### TASK DESCRIPTION
Across the records below, how many lines include the word "will"? State only the number.

### PROVIDED DATA
********************

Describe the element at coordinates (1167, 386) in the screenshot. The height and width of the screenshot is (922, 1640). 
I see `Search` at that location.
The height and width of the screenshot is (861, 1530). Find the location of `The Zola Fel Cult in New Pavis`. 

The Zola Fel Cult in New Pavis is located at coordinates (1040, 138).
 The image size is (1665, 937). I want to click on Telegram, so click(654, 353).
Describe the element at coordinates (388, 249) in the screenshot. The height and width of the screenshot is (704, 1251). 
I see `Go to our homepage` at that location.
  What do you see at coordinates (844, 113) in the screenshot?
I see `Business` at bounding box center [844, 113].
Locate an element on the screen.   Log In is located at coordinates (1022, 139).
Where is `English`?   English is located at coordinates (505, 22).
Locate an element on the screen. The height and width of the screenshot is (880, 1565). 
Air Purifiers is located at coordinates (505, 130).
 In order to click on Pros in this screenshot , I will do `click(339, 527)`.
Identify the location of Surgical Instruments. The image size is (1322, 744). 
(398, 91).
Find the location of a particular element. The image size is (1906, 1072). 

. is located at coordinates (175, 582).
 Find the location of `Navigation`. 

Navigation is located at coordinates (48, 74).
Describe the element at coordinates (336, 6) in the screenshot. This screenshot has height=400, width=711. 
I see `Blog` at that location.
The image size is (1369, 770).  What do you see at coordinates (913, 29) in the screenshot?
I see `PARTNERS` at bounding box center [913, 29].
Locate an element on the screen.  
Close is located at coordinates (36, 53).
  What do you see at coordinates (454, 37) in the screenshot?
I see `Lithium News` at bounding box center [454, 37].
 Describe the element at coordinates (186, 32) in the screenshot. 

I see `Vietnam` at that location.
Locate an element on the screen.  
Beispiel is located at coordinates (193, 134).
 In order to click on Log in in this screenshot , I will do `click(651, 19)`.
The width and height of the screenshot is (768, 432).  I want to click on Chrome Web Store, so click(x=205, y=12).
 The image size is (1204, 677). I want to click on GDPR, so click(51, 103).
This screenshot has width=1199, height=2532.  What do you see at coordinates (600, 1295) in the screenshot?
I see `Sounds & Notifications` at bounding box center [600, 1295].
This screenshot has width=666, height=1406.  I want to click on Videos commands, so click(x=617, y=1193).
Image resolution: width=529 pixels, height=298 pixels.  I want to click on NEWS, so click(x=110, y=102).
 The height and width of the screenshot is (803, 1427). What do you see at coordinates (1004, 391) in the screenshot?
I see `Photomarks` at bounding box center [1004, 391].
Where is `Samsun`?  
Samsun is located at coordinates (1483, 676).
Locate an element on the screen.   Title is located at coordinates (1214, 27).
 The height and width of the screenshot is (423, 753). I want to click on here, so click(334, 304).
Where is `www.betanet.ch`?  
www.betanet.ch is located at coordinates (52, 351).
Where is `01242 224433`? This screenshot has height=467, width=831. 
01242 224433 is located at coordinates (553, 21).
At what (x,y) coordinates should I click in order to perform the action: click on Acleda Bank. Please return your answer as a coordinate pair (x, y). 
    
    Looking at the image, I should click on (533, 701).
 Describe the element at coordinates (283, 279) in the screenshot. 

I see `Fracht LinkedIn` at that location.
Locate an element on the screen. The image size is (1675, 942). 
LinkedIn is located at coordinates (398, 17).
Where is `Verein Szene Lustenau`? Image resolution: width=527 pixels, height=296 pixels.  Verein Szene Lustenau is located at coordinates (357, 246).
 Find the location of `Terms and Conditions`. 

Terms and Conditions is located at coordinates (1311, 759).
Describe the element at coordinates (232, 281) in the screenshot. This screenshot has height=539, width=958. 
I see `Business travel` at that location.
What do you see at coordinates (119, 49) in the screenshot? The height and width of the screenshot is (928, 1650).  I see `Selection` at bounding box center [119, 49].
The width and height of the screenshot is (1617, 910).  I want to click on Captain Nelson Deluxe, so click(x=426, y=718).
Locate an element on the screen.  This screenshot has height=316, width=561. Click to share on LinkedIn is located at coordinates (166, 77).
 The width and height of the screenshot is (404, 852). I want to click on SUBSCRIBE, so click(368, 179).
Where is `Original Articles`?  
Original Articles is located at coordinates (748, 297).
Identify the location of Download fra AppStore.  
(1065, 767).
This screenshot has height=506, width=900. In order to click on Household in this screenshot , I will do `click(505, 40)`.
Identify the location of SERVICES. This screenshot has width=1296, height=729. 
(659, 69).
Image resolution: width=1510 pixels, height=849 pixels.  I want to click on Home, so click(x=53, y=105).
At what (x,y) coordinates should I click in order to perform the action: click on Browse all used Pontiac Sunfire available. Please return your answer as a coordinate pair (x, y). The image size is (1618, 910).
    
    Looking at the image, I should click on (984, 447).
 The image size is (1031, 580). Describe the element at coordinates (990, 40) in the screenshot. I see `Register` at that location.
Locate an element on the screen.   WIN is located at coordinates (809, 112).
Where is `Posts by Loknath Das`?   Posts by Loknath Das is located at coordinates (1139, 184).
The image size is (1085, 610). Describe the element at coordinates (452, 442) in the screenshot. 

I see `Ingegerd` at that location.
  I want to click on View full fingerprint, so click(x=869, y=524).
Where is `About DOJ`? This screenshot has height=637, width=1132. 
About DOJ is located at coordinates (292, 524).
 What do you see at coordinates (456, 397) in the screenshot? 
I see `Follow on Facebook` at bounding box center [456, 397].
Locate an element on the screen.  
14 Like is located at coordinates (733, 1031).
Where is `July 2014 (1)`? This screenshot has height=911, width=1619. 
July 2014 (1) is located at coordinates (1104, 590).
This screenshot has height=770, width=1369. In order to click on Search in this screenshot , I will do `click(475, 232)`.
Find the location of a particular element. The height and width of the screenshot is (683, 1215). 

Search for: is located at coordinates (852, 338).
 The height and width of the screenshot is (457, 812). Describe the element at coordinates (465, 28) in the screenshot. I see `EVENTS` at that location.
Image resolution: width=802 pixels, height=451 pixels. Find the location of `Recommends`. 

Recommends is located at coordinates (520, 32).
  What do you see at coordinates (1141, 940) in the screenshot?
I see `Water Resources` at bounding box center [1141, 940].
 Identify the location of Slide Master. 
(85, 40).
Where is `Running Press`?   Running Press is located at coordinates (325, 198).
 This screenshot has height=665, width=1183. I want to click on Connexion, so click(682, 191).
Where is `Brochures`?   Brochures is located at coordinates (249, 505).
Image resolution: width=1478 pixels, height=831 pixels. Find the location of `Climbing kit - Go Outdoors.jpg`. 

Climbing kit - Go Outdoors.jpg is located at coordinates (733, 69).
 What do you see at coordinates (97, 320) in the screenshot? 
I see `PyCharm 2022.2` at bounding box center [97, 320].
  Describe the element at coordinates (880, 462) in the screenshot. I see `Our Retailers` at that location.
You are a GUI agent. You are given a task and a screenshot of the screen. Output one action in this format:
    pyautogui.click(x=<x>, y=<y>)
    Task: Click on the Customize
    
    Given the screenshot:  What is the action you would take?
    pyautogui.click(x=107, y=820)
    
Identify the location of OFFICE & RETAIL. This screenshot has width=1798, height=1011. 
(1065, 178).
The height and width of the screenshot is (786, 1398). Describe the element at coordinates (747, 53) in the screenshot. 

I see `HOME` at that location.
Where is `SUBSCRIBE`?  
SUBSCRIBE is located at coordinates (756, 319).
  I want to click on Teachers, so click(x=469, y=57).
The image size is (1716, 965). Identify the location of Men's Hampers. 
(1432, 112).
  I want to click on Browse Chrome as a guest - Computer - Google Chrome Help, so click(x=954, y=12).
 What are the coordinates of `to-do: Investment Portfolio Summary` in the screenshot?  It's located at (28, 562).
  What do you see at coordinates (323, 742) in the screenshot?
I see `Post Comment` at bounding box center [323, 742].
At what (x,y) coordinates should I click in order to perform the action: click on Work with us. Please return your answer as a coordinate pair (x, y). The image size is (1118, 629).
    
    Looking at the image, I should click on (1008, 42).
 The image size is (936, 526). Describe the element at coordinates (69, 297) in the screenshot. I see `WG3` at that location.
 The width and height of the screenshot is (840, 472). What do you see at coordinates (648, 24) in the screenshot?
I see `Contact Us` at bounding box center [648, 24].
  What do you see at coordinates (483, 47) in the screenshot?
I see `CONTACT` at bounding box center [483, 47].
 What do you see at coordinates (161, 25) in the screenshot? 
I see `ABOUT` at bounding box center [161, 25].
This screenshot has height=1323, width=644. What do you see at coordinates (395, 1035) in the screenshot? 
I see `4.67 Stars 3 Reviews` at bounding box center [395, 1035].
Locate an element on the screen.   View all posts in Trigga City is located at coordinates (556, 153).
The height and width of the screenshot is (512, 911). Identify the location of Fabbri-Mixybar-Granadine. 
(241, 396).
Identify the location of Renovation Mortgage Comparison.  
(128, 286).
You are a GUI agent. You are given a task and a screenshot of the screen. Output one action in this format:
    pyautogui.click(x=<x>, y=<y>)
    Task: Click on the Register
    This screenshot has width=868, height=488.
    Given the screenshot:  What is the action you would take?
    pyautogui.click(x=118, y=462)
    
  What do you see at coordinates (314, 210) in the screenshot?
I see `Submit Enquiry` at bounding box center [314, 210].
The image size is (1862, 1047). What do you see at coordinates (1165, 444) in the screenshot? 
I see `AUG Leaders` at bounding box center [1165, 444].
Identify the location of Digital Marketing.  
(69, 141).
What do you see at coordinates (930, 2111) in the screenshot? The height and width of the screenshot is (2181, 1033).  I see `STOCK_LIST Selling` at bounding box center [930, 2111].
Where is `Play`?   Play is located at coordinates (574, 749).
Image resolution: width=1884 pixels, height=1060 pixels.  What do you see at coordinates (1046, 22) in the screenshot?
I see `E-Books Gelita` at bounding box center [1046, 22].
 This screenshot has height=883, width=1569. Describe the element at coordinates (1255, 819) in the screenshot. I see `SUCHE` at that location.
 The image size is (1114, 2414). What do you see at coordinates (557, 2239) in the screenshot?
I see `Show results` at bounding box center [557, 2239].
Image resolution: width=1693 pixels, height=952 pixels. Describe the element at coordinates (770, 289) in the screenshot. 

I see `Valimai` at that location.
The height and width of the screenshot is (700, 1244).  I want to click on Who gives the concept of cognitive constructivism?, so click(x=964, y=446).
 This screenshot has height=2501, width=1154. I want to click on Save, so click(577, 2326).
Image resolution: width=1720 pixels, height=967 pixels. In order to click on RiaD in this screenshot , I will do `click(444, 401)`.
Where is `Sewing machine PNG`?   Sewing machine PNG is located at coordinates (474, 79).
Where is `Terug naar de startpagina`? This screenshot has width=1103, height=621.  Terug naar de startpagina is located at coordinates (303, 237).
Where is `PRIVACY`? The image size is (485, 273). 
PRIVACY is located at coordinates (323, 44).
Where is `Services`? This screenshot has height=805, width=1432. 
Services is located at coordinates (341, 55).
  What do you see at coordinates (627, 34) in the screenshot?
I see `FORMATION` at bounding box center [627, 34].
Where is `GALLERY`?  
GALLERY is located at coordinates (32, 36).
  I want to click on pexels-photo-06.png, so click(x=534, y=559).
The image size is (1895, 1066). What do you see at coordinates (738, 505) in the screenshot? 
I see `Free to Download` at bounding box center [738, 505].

********************

### EXERCISE SOLUTION
5